After the prayers are done and even before during Seudas Slishi, the third and final meal of the Shabbat, we have already begun searching for it. Scouting parties go out hunting for the moon, passing from block to block and calling to each other.
"No luck here"
"I don't see it."
"No moon."
Past neon lit bodegas where faded malt liquor posters leer from crumbling walls we search like hunters pursuing a quarry in the heavens.
"Not here."
"Maybe the trees are blocking it out."
"I think I saw it behind a cloud."
The city is a crowded place, both in the heavens and the earth, and the buildings from tenements to skyscrapers crowd the heavens too. Trees send out their bare autumn branches, television and cell phone antennas cast their radials up and light beaming from windows and signs, from car headlights and cell phones, from the heels of sneakers to the streetlights cast a net of light pollution up at the sky obscuring the stars themselves. But still the hunt goes on.
At Maariv we pray, 'Umesader Et HaKochavim' 'He Who Designates the Stars' 'U'Bechacham Poteach Shearim' 'And in His Wisdom Opens the Gates' as we think of the stars we do not see and the gates of night opening in the sky we hope will reveal the moon. This is the first moon after the Day of Judgment. The first true moon of a new year.
During Rosh Hashana we studied Mesechta Rosh Hashana and the questioning of the witnesses, who received the same status as those who came to put out a fire, to aid in war and midwives. Feasts were thrown for those men who came from far bearing the news that the new month was here. Those who had seen the moon for themselves were carried on litters even on the Shabbat. And like them here we were hunting for the moon.
Car horns honked as we raced across the street and then back again ahead of beat up Hondas and bright new Lexus'. Crowds passed us laughing and joking on what was for them just another Saturday night and was for us a new beginning. Lone figures moved through the shadows talking on their cell phones to the invisible persons and still through the trees and the rusted iron grates of fire escapes we sought that pale blue and white sphere of moonlight.
When at last we found it at the corner around the block we marched there in a line of men in black lit up by the neon lights of bodegas and restaurants. From a club a harsh pounding rhythm pulses like the beat of a jangling heart. A latino man weighed down in gold jewelery looks at us bemusedly and cars flow by like great colorful tropical metal fish flowing along a black river of road into the night.

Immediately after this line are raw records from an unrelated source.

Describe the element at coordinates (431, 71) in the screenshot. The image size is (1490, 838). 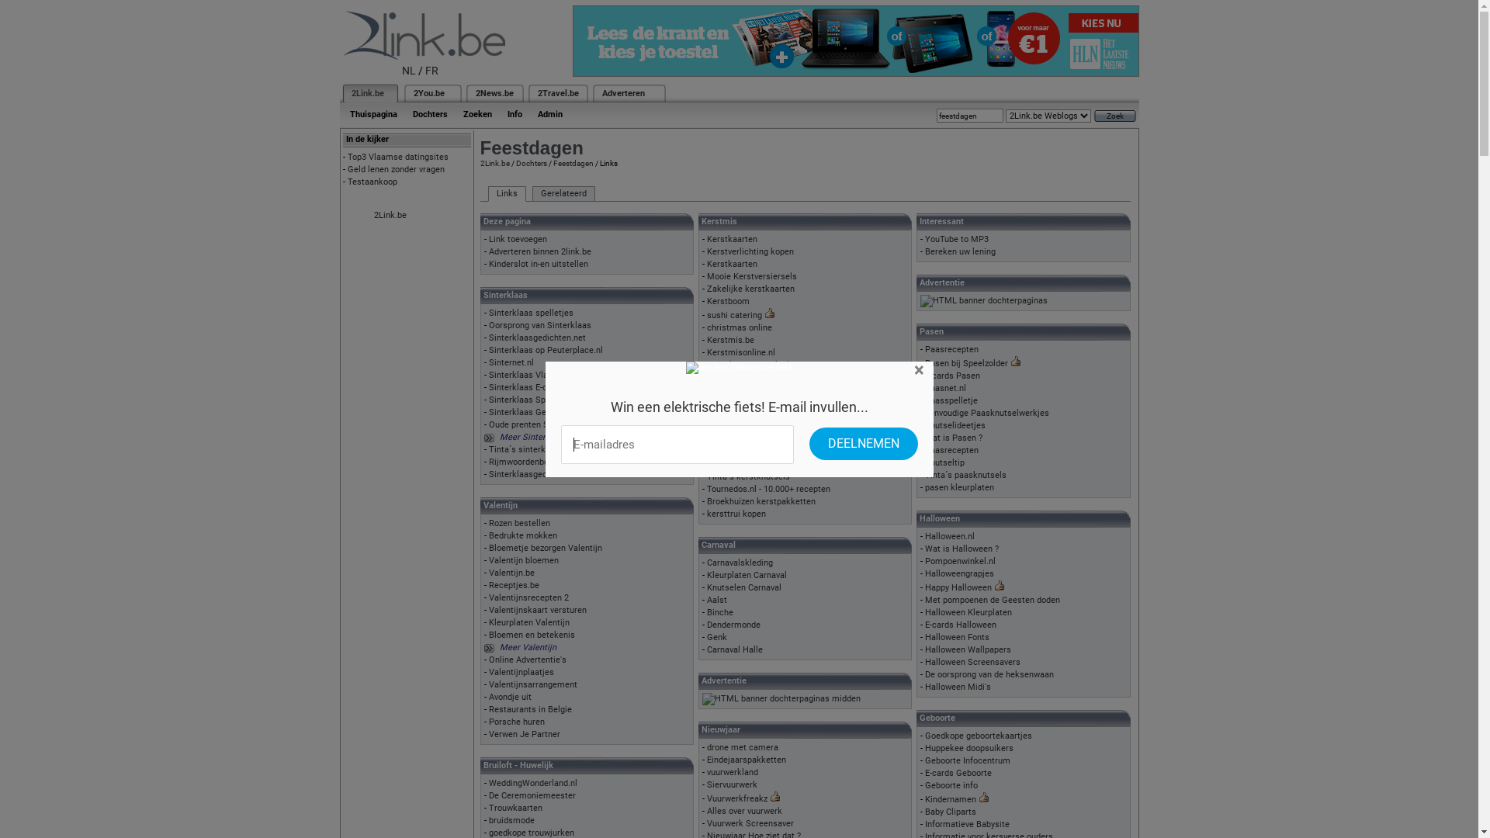
I see `FR` at that location.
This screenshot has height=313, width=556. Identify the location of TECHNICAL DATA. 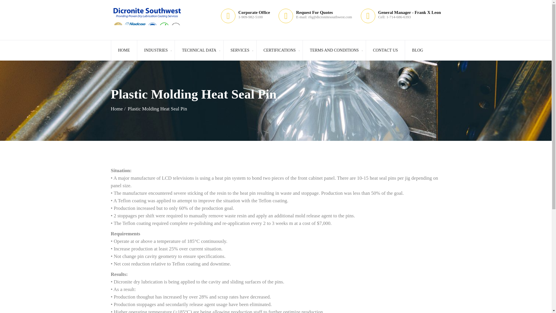
(199, 50).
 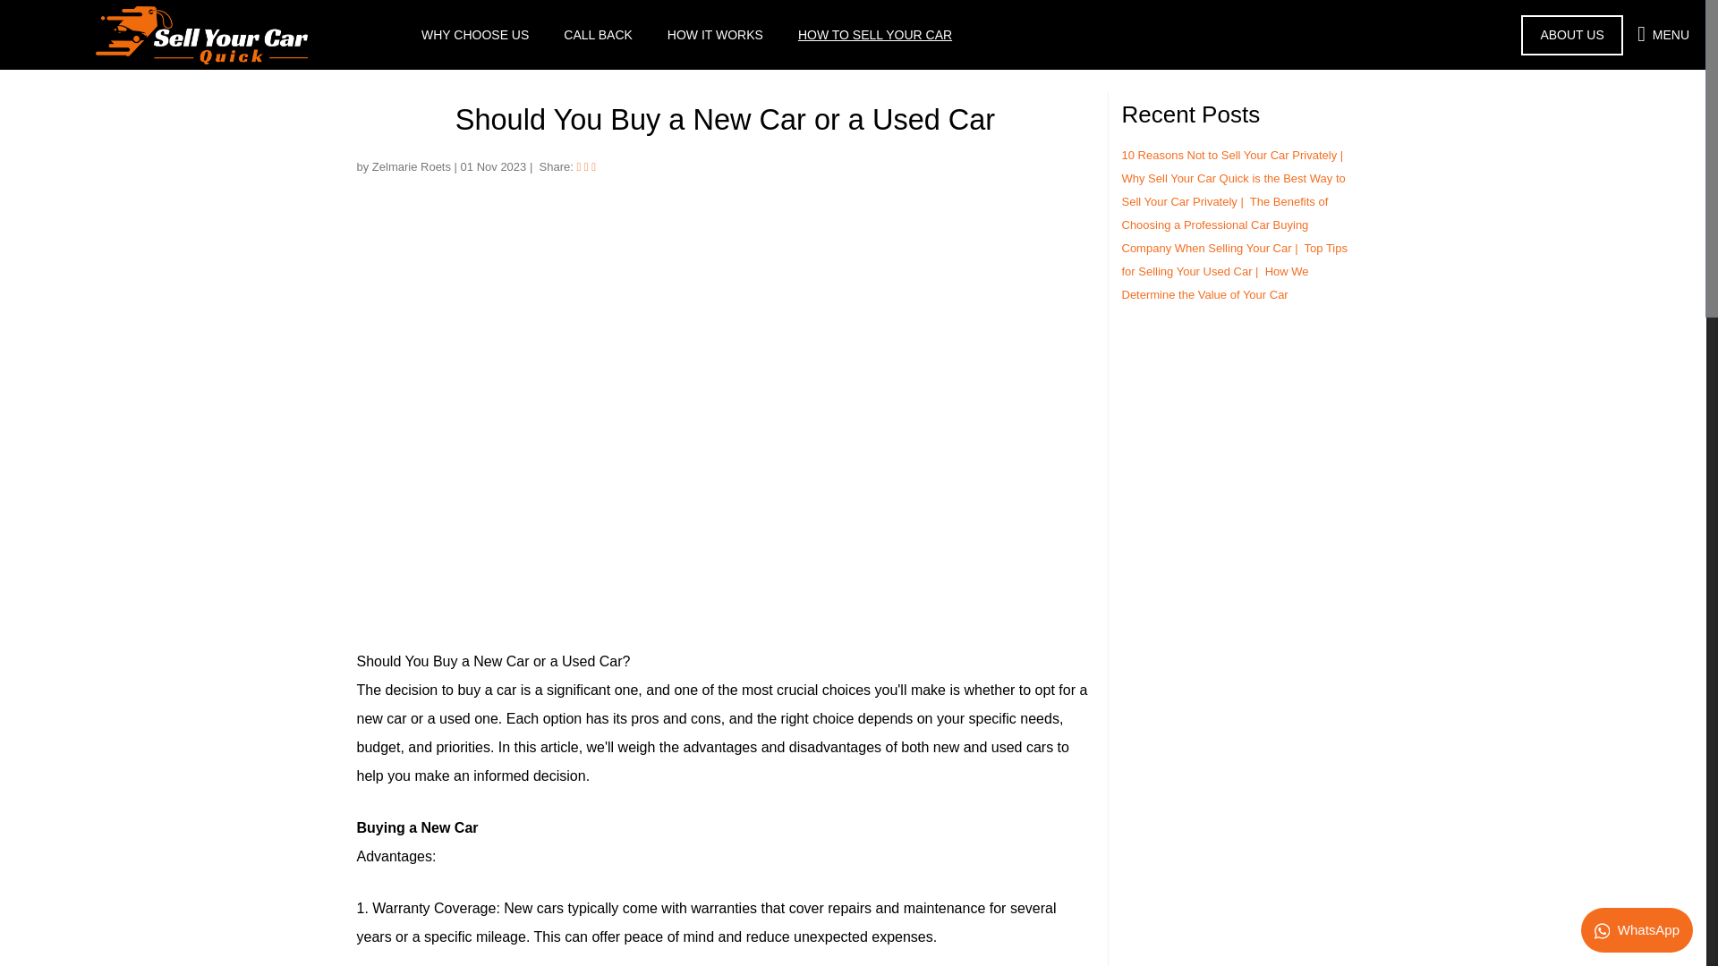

Through the buildings the moon looks down on us, white and blue, pale and glowing like a beacon of the extraordinary shining between the ordinary moldy brick of the houses around us. I know I will go home to new news of bombings and terrorism, to outbursts of hate and decay in a world busy destroying itself. 'Keshem Shenai Roked Kenegdecha VeLo Yachol Lingoa Bach; Kach Lo Yochlu Ovai Lingoa Bi Le'Ra' we pray. As I Stretch out to the Moon and Cannot Reach It, So Too May Our Enemies Not Be Able to Reach and Harm Us.'
I reach for the moon but only manage to get an inch nearer to it. We have found the moon but it is far from us still.